(Items listed in a dataset)
* * * * * * * * *

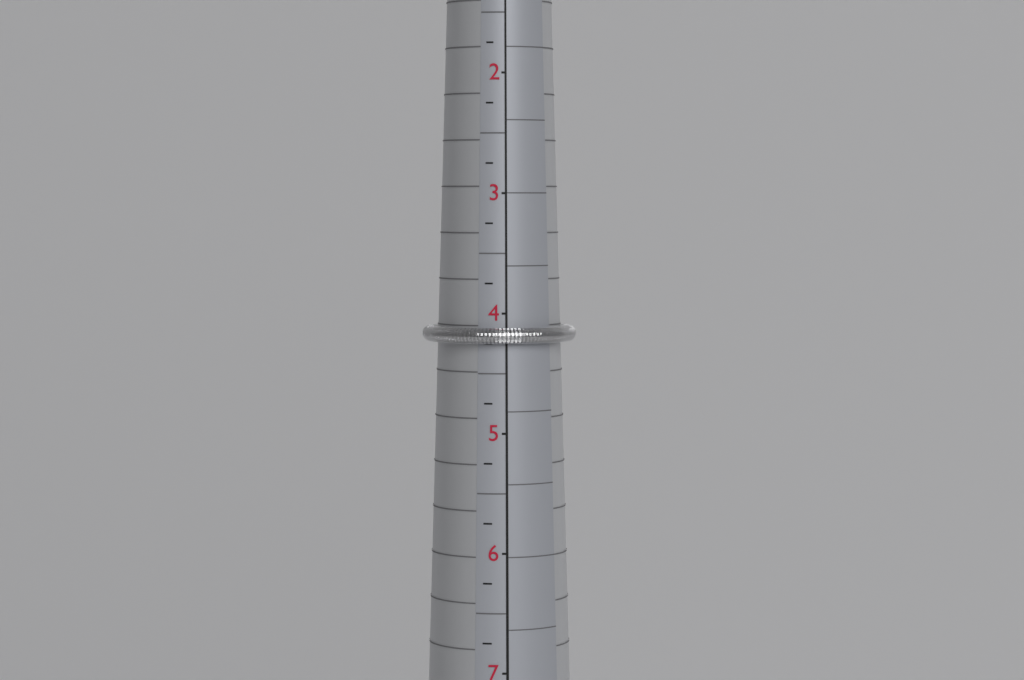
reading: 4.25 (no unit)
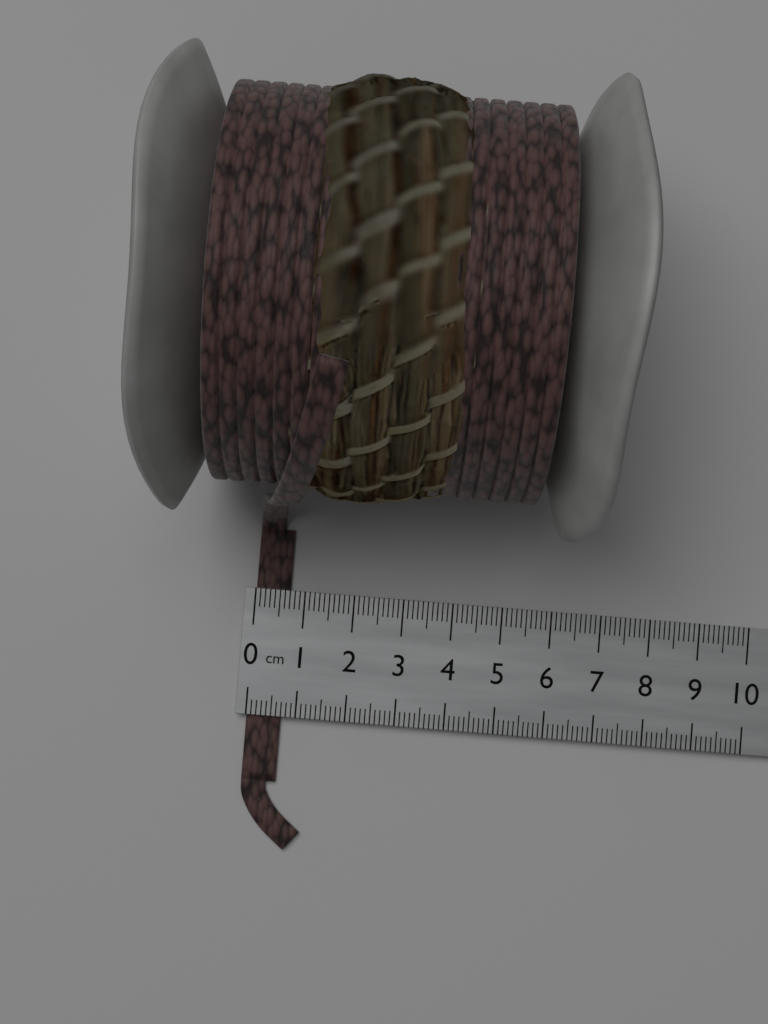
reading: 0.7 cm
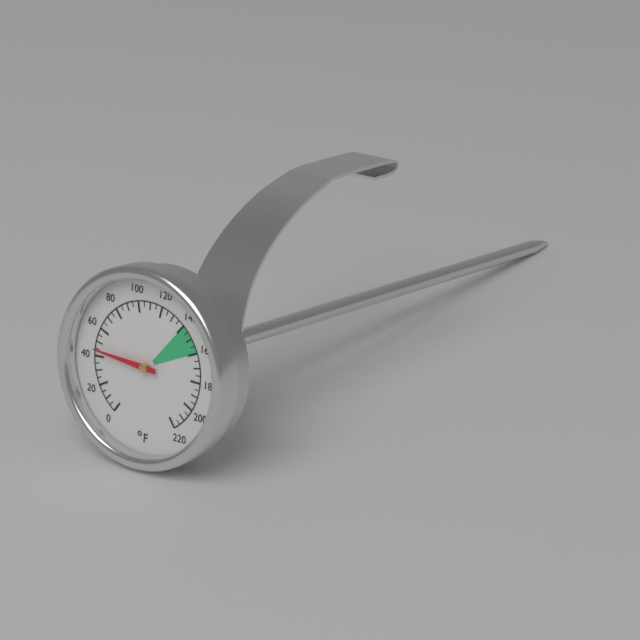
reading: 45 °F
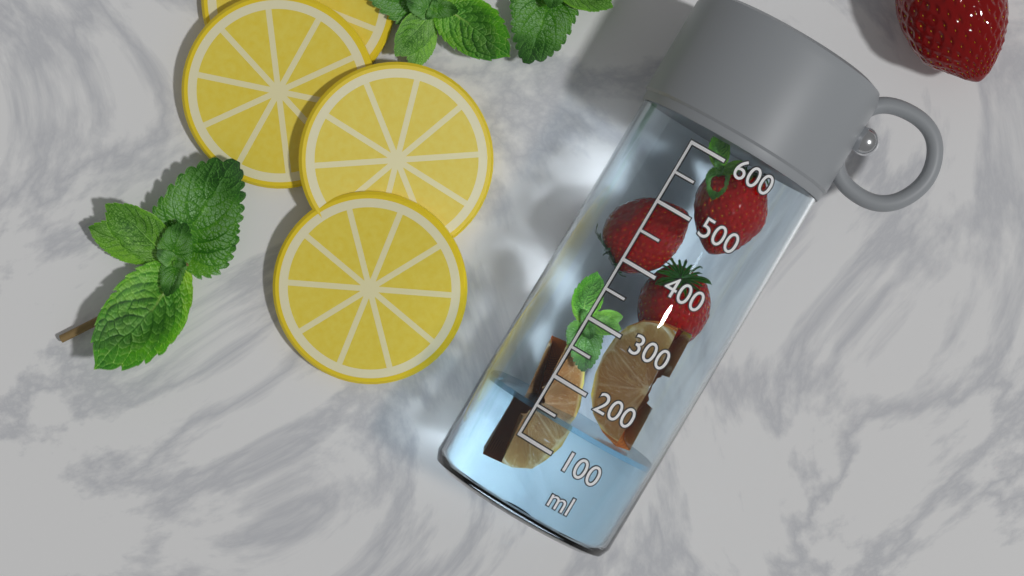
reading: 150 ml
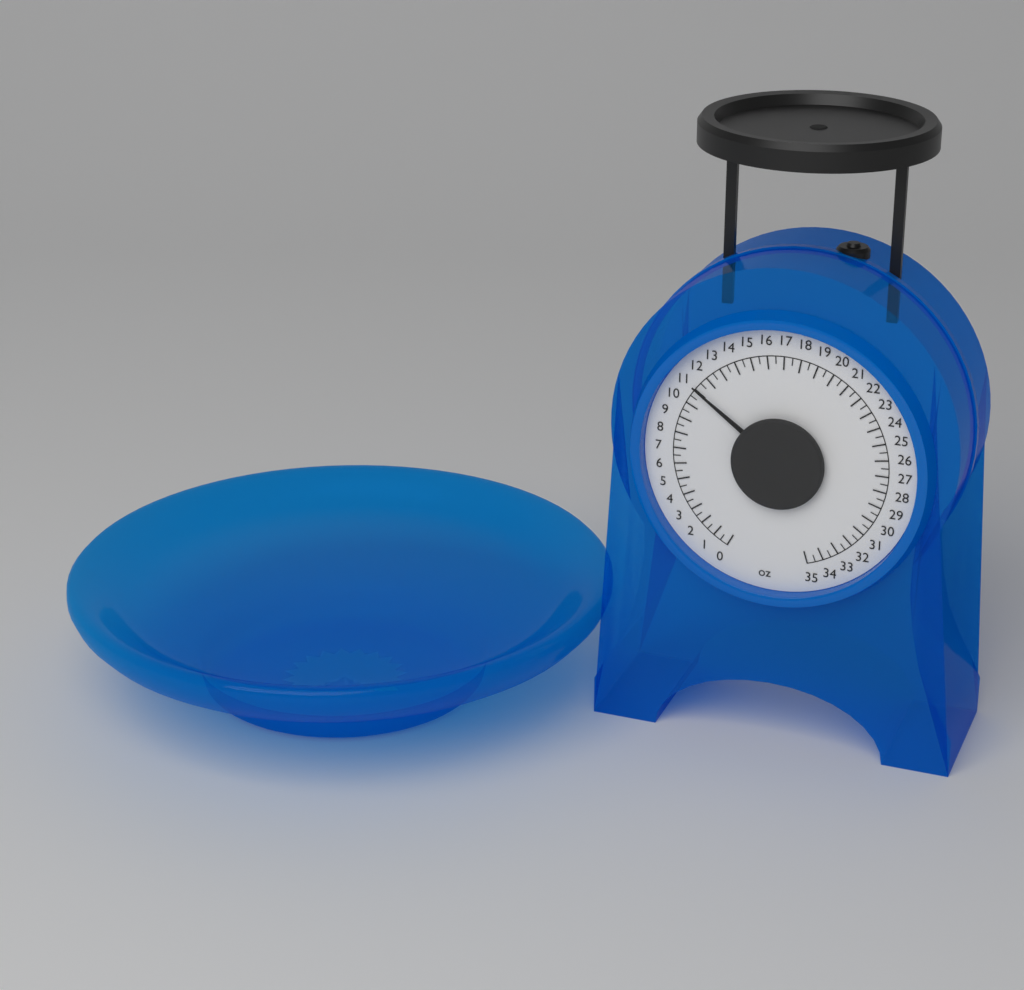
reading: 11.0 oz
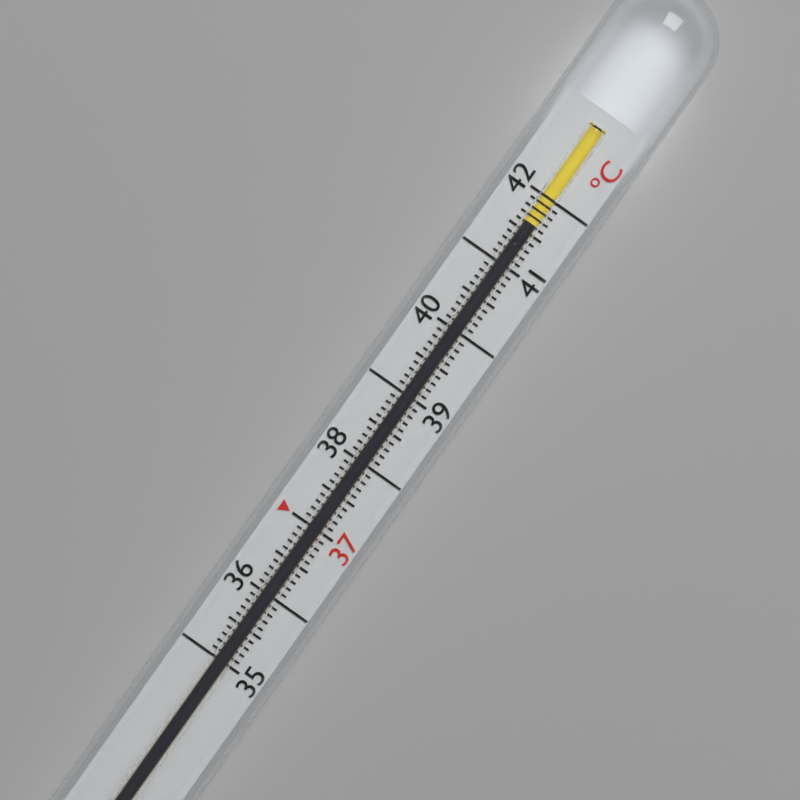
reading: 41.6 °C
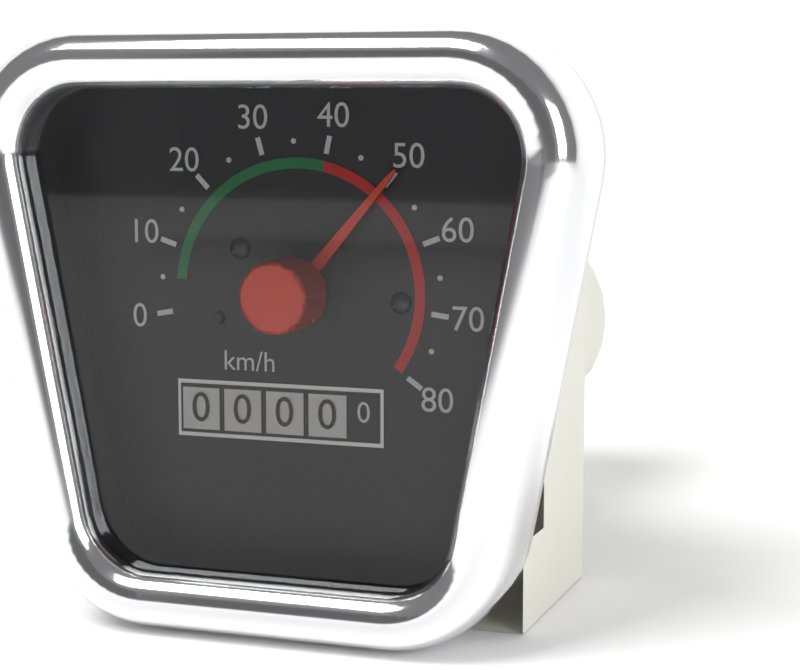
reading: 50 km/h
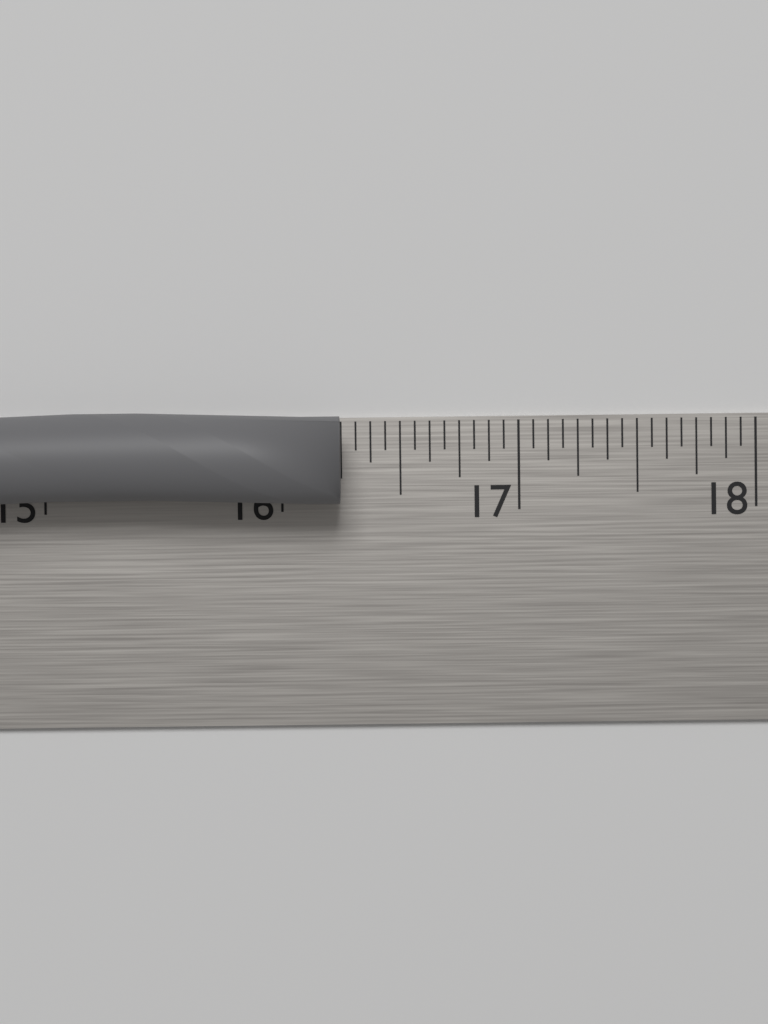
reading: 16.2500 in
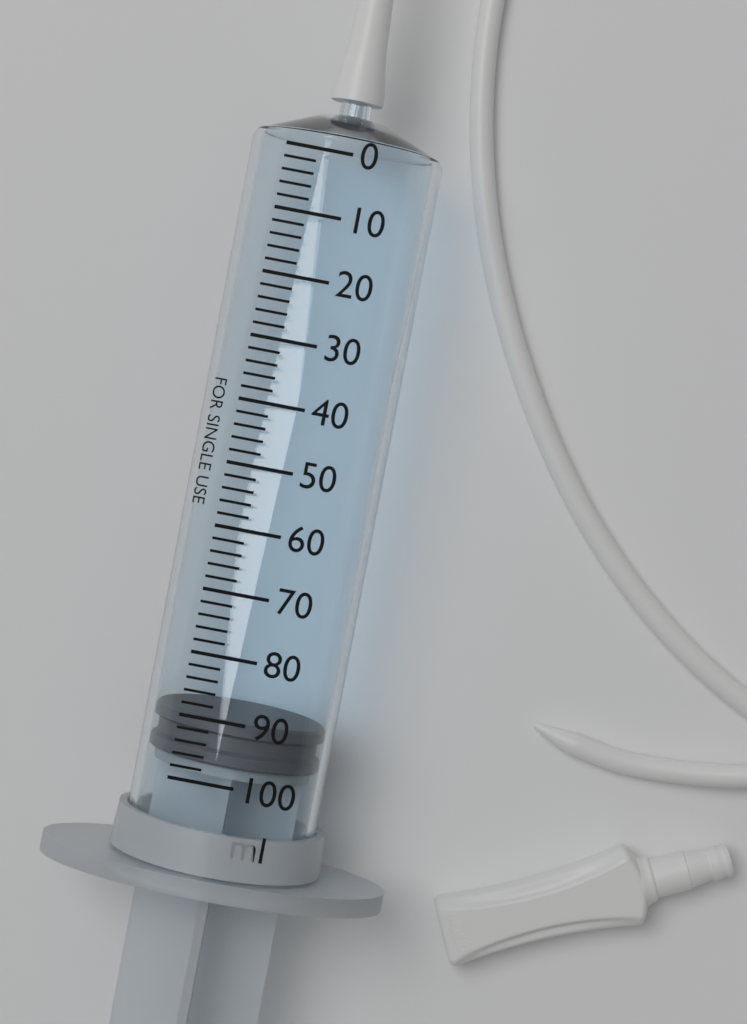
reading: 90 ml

* * * * * * * * *

→ AIM OF THE EXERCISE
Reproduce these records exactly, but not the pictures.

→ TASK SOLUTION
reading: 4.25 (no unit)
reading: 0.7 cm
reading: 45 °F
reading: 150 ml
reading: 11.0 oz
reading: 41.6 °C
reading: 50 km/h
reading: 16.2500 in
reading: 90 ml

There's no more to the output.